Brady has the place to himself in the afternoon. He makes sure to only take a few bites from different leftovers. He smokes the resin left in the bongs and waters down the wine. He binges on Jenn’s Netflix account and watches porn on Elliott’s laptop and jerks off and naps on the couch.

The key turning wakes him up. He rolls off the couch and runs to his room and closes the door and remembers too late that the laptop is still open with the porn still up. He locks his door even though it’s against the rules. Elliott warned him about if he caught him using his computer for that again. He didn’t even say what he’d do.

Elliott tries the doorknob. “Open the door so I can beat the fuck out of you,” he says evenly. Brady doesn’t move or say anything. “You know you’re not allowed to lock your door.”

Brady shrieks when his window shatters. “I heard that,” Elliott says. A softball rolls across the carpet.

“I see you, you fuck!” Jenn screams from the parking lot five stories down. She fires off another softball that grazes Brady’s shoulder. He dives down and the next one sticks in the wall behind him. His door groans louder each time Elliott slams into it.

Brady and Jenn have a history. She sat next to him at the bar after he bombed at an open mic. She bought him beer and said she liked his jokes; they just weren’t the type you laughed out loud to. He’d closed his five minute set with a bit about how the Honda Prelude had the worst name. Prelude to what? A crash? A better car? It’s like if Toyota came out with The Appetizer or something.

She took him back to the condo and let him eat her pussy. She said he was cute in his own way, like she could see him as a hobbit in a Lord of the Rings movie. It worked for him. She said she was connected and would help him in the industry. Her last name was Hughes, and she made him guess who she was related to.

The door won’t hold much longer. Brady pushes his dresser up against it. The softballs have stopped, and he hears the twins counting down to three. They hit the door together and break the lock. Brady drags the desk and mattress over too. The wooden furniture cracks from the twins’ burly bodies. “You’re breaking our agreement,” Elliott says.
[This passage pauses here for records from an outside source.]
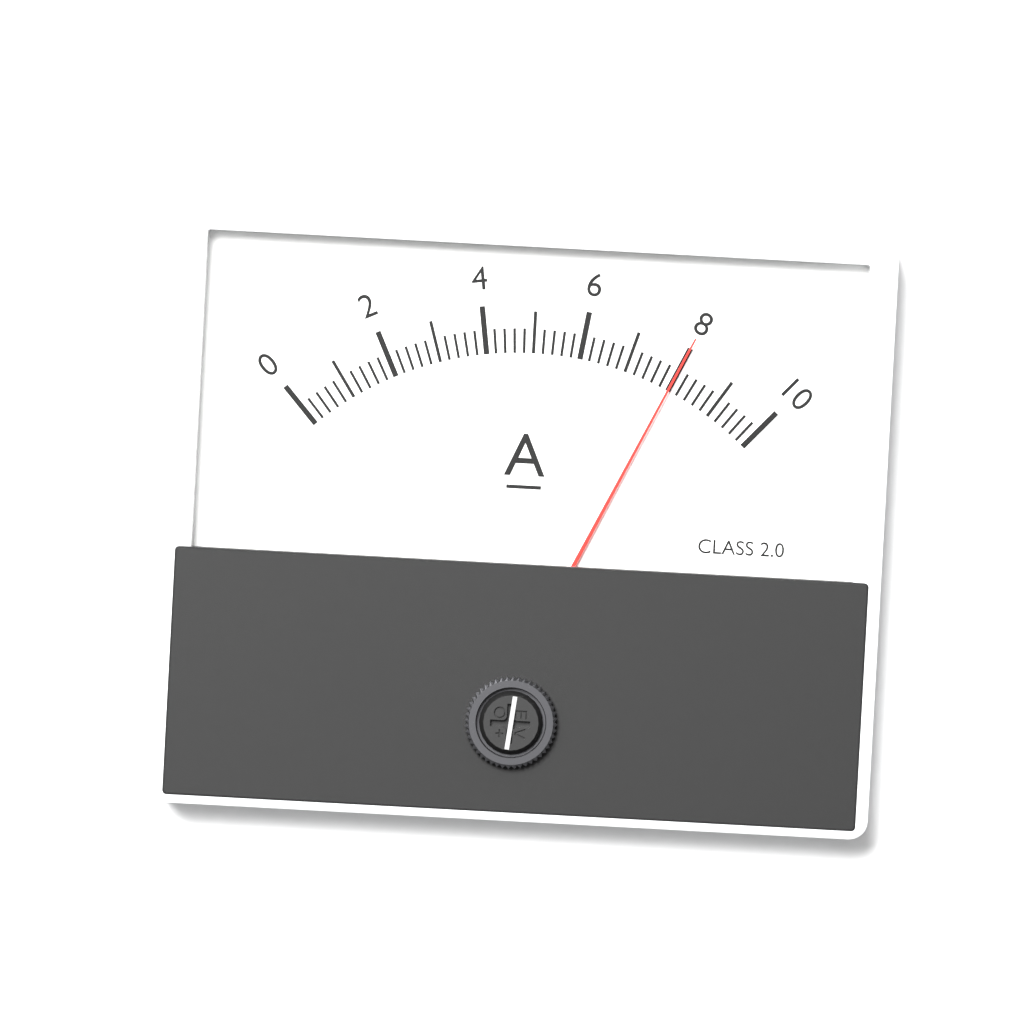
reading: 8.0 A
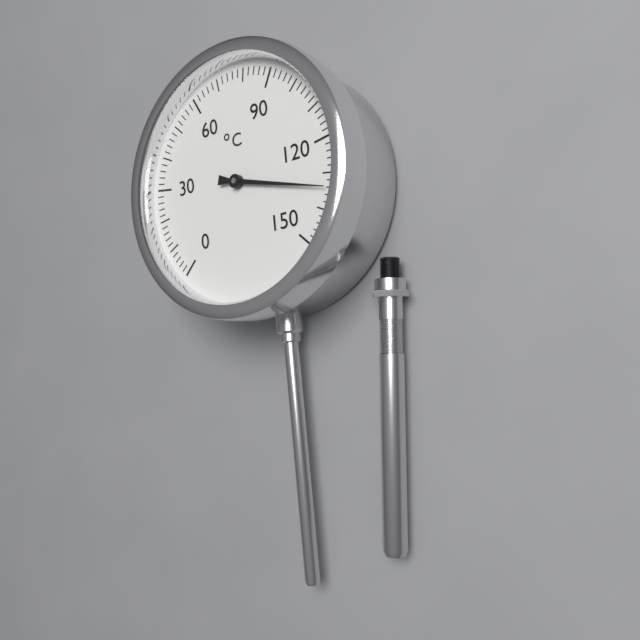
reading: 134 °C
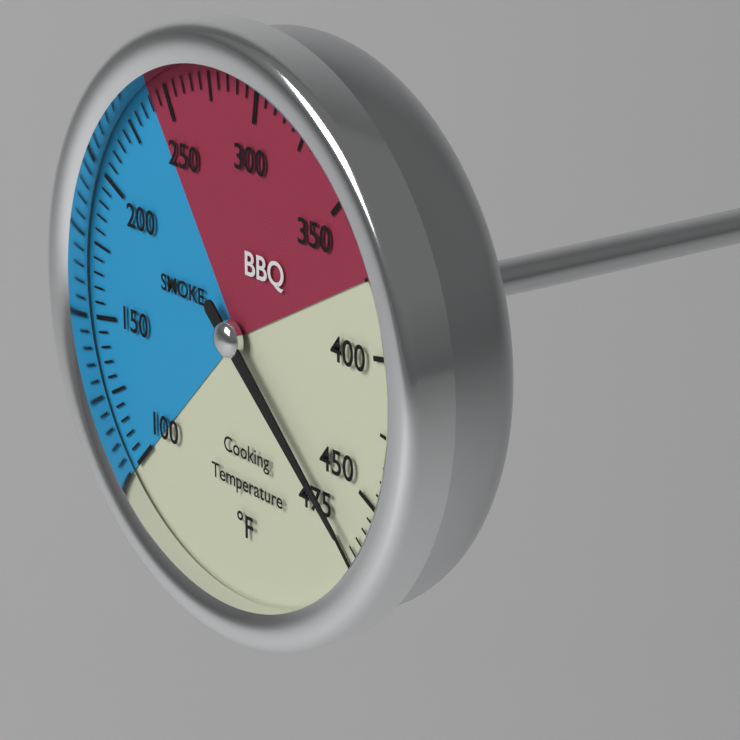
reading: 470 °F
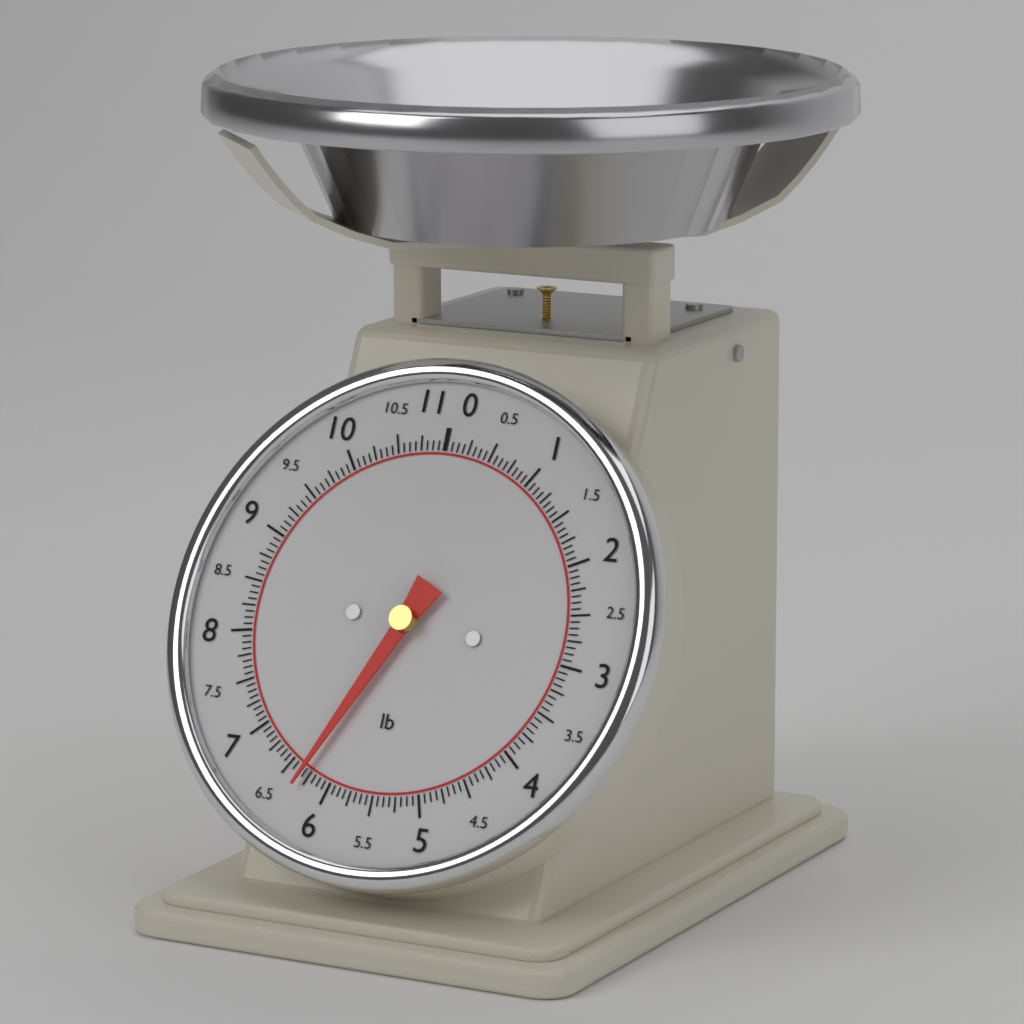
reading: 6.3125 lb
They spray the fire extinguisher under the door.

He keeps his eyes closed and finds his hamper. He empties it onto the floor and starts tying all his t-shirts and jeans together. The spray burns his throat, and his nose drips with blood. He ties the rope of clothes to a dresser leg and lowers himself out of the broken window. He stands on the knots and doesn’t look down and puts one hand under the other. He passes two balconies then hears Jenn laugh from below. She’s holding a zippo flame to the rope. “Those are my pants!” Brady says. He has three pairs total.

“You can’t talk to me like that!” She yells and fires off softballs. They pound his back and crack a rib. He puts one hand over the other, trying to climb back up, but he doesn’t have the strength. He feels the fire at his feet.

“How’re you doing?” It’s Elliott. He’s spinning a football on one finger. “Feeling the burn?” Jenn laughs hard at this, bent over, slapping her knee. Elliott’s face goes serious and he cocks the football back. It bounces Brady’s head off the building side, and he drops the last two stories. The twins stand over him. He’s on his back with his leg numb and folded under him. “Do you really like my comedy?”  he asks Jenn. “I’ve been tweaking some stuff, and I’ve got this new bit about how vegans are hypocrites because tiny insect eggs are on everything.” She raises her hand with a softball in it, measuring it. She lets it go and it lands square on his nuts. He giggles. The condo is on fire.






Drew BUXTON’s work has previously appeared in Hobart, Vice, Vol. 1 Brooklyn, Funhouse, Mayday and Hypertext among other publications. He lives in South Texas.